Unchaining Freedom in
 America
 
by Richard M. Ebeling

For more than 200 years, political philosophers have attempted to portray the state as the great god that stands above the narrow, selfish interests of the individual subjects over whom it has control. They have rationalized political power as the tool for righting great social wrongs, remaking imperfect man into a more noble creature of goodness and virtue, harmonizing the purposes of the multitudes for a higher common good, and planning the organization of society for the betterment of all. The state and its servants have been idealized as the essence of the best that is or could be in man.
     But what, exactly, is the state and political power? Regardless of how political theorists and apologists may have tried over the centuries to describe it, the state and political power ultimately means one thing and one thing only: coercion. When everything else is stripped away and the state is left bare, its fundamental nature is the claim to have the right to threaten and if necessary to use physical force. And those who control the reins of political power claim the right to threaten and use force against their fellow human beings.
     In his previous books, Lost Rights: The Destruction of American Liberty and Shakedown: How Government Screws You from A to Z, James Bovard itemized in depressing detail the degree to which government in modern America controls, regulates, and brutalizes the citizenry of the United States. In his newest book, Freedom in Chains: The Rise of the State and the Demise of the Citizen, Bovard places this growth of state power into a wider political and philosophic perspective.
     Bovard shares with the Founding Fathers the belief that a political authority is necessary to serve as a guardian of the individual's rights to life, liberty, and property from the violent acts of others. But at its best, it is only an institutional device for facilitating social order, the essence of which is peaceful and voluntary relationships among the members of society. Political power is neither a holy entity nor an engine for good in any sense other than maintaining the peace among men.
     To demonstrate this, Bovard documents state power in action, both in the past and in our own time. For the state to care for men under the assumption that men are unable to reasonably care for themselves, he shows that government must necessarily deny all of us the freedom to make our own decisions, whether in planning our own futures, selecting the type of work we find most attractive and profitable to pursue, or choosing the things we each conclude will provide us with the greatest happiness.
     The state is always real people elected to political office or appointed to a bureaucratic position. It is these real flesh-and-blood people, not some divine beings, who then proceed to control, regulate, punish, imprison, and even kill the citizens of the United States when the government's controls and regulation are disobeyed.
     How could it have happened that political power has come to be viewed as possessing the "righteousness" to dominate our lives in this way? Bovard suggests that a primary source for this dangerous attitude has been the modern concept of democracy, under which it is presumed that since "the people" elect those who rule, the elected "servants" can never oppress those whom they represent. He clearly shows that modern democracy is not a tool for controlling political power but instead an engine for special interests and ideological demagogues to gain the implements of force to use against others in the society.
     How, then, do we reconcile the image that America is a land of freedom and prosperity with Bovard's view in Freedom in Chains that a great deal of liberty has been lost in modern America? In relative comparison with the totalitarian states of the 20th century or even the interventionist-welfare states of contemporary Europe, America still does offer a greater degree of personal and economic freedom that has allowed the creation of tremendous wealth and prosperity.
     Yet in absolute terms America today is a much less free country than it was, say, 50 or 100 years ago. The degree of personal and economic liberty taken for granted in 1899 is completely lacking in 1999. And it is this absolute loss of freedom that James Bovard is reminding us of and warning us about in his important work. How much freer and more prosperous we could have been today if the ideology of statism had not triumphed both around the world and in the United States! And if we do not take heed of Bovard's warning, what freedom we still retain may be lost sooner than we think.

Richard M. Ebeling is the vice president of academic affairs at The Future of Freedom Foundation in Fairfax, Virginia, and the Ludwig von Mises Professor of Economics at Hillsdale College. Mr. Bovard is a regular contributor to FFF's monthly journal, Freedom Daily.

Freedom in Chains: The Rise of the State and the Demise of the Citizen by James Bovard (New York: St. Martin's Press, 1999); 326 pages; list price $26.95. Available from Laissez Faire Books (check their Web site for price and ordering information).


**Exercise description:** Which lines below mention "cross"? Pick each one out.

■ ■ ■ ■ ■

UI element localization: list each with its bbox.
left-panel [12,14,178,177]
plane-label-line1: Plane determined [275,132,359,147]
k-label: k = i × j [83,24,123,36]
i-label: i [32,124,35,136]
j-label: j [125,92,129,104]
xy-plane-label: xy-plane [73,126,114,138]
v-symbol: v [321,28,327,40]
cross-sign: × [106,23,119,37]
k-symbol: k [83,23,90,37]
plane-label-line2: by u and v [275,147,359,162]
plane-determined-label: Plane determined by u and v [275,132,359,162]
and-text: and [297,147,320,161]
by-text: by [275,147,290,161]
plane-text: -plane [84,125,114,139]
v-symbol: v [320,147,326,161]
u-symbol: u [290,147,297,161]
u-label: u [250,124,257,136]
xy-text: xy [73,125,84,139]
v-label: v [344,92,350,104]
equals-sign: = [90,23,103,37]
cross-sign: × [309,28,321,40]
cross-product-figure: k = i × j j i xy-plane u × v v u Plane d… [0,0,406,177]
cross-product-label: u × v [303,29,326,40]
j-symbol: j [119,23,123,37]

■ ■ ■ ■ ■

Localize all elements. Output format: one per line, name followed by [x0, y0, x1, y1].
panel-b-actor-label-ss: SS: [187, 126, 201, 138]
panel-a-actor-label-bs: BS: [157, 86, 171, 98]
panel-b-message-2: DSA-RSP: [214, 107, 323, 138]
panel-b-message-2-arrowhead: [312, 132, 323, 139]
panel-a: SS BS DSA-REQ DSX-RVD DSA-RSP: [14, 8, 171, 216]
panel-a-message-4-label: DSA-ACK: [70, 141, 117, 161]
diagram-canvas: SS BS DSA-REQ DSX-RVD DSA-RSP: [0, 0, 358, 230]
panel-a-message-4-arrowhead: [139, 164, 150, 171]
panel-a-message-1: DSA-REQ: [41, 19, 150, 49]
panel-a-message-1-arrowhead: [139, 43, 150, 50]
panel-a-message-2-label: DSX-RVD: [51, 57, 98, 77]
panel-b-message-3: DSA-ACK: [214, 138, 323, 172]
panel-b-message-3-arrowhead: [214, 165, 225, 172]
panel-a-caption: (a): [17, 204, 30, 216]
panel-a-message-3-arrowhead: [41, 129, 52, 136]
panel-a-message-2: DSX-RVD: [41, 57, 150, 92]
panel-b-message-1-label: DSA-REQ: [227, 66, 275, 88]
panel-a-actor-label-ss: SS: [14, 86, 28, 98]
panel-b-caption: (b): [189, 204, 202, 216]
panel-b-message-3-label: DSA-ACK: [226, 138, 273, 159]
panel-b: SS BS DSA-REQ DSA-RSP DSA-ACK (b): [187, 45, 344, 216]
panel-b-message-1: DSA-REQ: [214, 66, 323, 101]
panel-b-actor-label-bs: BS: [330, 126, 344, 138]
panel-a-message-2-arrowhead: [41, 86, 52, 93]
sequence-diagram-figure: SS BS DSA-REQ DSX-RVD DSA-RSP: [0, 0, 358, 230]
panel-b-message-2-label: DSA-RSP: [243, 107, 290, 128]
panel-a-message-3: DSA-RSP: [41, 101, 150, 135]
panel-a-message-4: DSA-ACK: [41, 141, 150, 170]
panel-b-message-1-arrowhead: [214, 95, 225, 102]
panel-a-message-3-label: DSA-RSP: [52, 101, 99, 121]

■ ■ ■ ■ ■

**Answer section:**
cross-sign: × [106,23,119,37]
cross-sign: × [309,28,321,40]
cross-product-figure: k = i × j j i xy-plane u × v v u Plane d… [0,0,406,177]
cross-product-label: u × v [303,29,326,40]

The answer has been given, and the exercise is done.